Team Status Report for 2/21/2026

Most Significant Risks & Mitigation
The main risk this period is uneven bandwidth during the transition from Design Review to implementation. Mario was focused on exams and had limited deliverable output, while Cindy completed the Design Review and hardware prep.
Mitigation: we are dividing work clearly. Cindy is leading hardware bring-up and firmware deployment on the ESP32 nodes; Mario is owning CI pipeline coverage, MQTT evaluation, and Raspberry Pi familiarization. Spring break may push some of Mario’s deliverables into the following week but we’re still ahead of schedule overall, so we’re not adjusting milestones yet.

 

second risk is scope creep around the message broker. After a professor’s feedback that Redis may be overkill, we’re considering MQTT as a simpler alternative.
Mitigation: We will treat MQTT as an optional/alternate path rather than a full swap so that hardware integration and latency validation can proceed on the existing stack. Any MQTT adoption will be phased in so it does not block bring-up.

 

Design Changes
As mentioned, we are evaluating MQTT as an alternative to Redis for device-to-backend messaging. No other design or scope changes this week. The three-subsystem architecture (access control, environmental, lighting) and validation strategy remain as presented in the Design Review.

 

Schedule Updates
We completed the Design Review and received key hardware (Raspberry Pi 5, RFID modules, sensors). Parts are inventoried and stored in the designated lab storage. We remain ahead of schedule. The Gantt chart showed that we were in the backend/RPi/MQTT setup and early implementation; we instead had a full stack in place and have now finished the Design Review and hardware prep. The next two weeks are allocated to hardware bring-up (Cindy) and CI/MQTT/RPi work (Mario). Spring break may shift some of Mario’s deliverables (e.g., 50% coverage, MQTT exploration) by about a week; we will reassess after break if needed.

 

Progress & Technical Highlights
  • Design Review: Architecture was consolidated into clear presentation materials, including updated system block diagrams for all three subsystems (lighting, access control, environmental). Implementation, testing, and project management plans were formalized, and the task schedule was reorganized into a Gantt chart with clear firmware/hardware and backend/frontend division. Faculty and peer feedback from the proposal (scalability, safety, integration) was incorporated into the design narrative and validation approach.
  • Hardware readiness: Raspberry Pi 5, RFID reader modules, and sensors were received, inventoried, and secured in the Hamerschlag lab storage. Datasheets were reviewed, GPIO pin assignments confirmed, and wiring layouts planned for each node. Firmware structure was aligned with the physical hardware so that flashing and subsystem validation can start as soon as wiring is complete.
  • Technical positioning (no direct code deliverables): CI/CD approach was refined in line with coverage practices from another course, with the goal of applying that to the monorepo. Redis vs. MQTT was identified as a design trade-off to resolve in the coming weeks; MQTT will be explored as an alternate broker without blocking current integration work.
Planned next steps: Hardware bring-up and firmware deployment (wiring ESP32s to RFID, relay, and dimmer; validating sensor reads and actuator control; debugging firmware and ESP32–RPi communication). In parallel: push toward ~50% test coverage on the repo, evaluate MQTT integration path, and dedicate 2–3 hours to RPi 5 setup and CLI familiarization.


## Exercise details
Starting at the line with "What do you see at coordinates (1515, 147)" and ending at the line with "This screenshot has height=388, width=753.", print exactly the lines of the entries below. Pictures do not belong in the copy.

## Data to use

■ ■ ■ ■ ■

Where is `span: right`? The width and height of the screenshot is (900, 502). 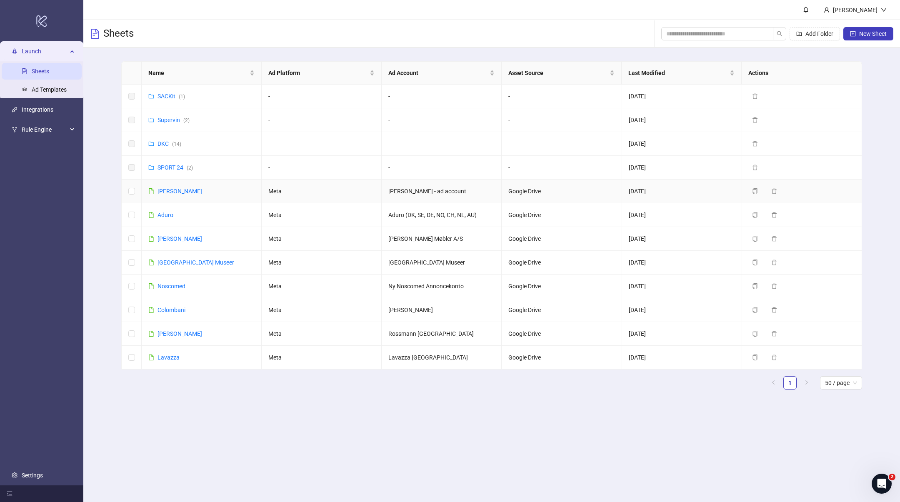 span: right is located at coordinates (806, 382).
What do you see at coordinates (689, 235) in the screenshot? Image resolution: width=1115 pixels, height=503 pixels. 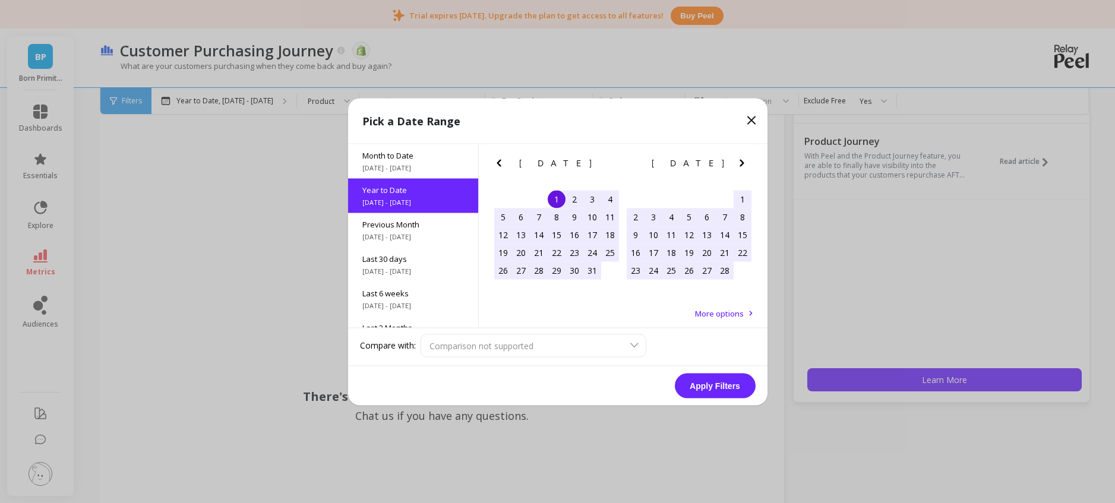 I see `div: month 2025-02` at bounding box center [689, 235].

■ ■ ■ ■ ■

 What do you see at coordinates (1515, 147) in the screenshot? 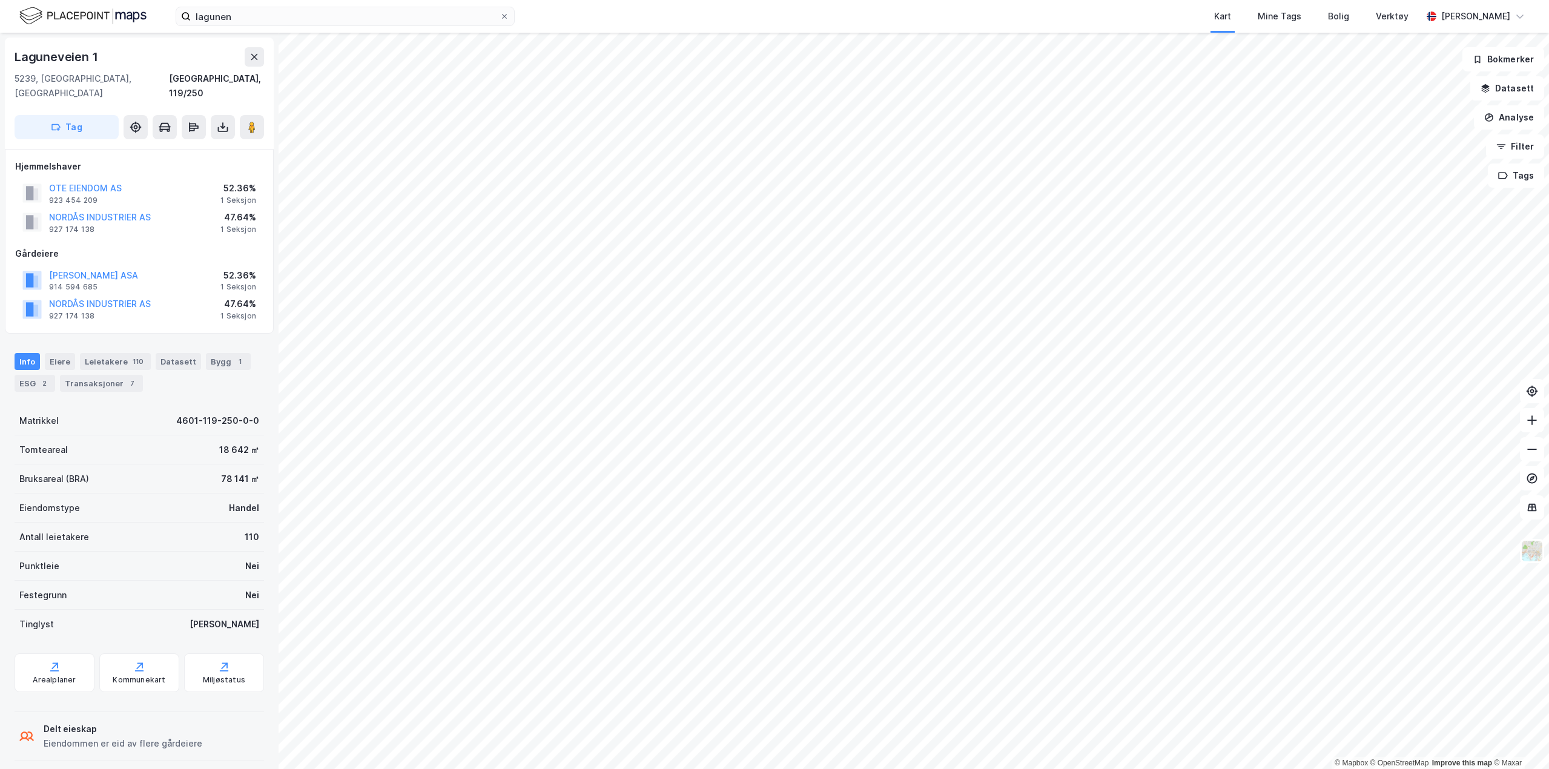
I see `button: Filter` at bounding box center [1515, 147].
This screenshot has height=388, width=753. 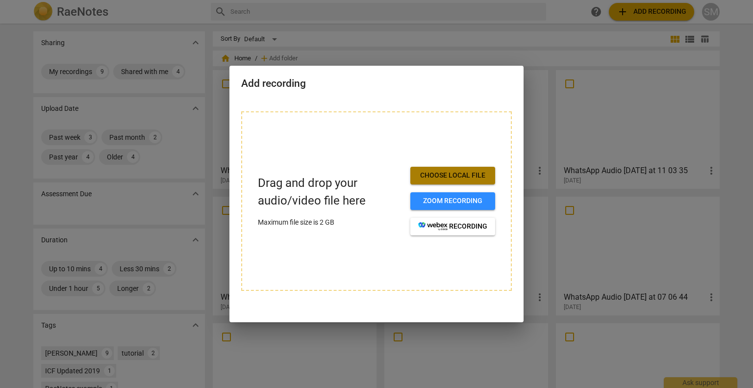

■ ■ ■ ■ ■

## Result below
 What do you see at coordinates (1515, 147) in the screenshot? 
I see `button: Filter` at bounding box center [1515, 147].
This screenshot has height=388, width=753. 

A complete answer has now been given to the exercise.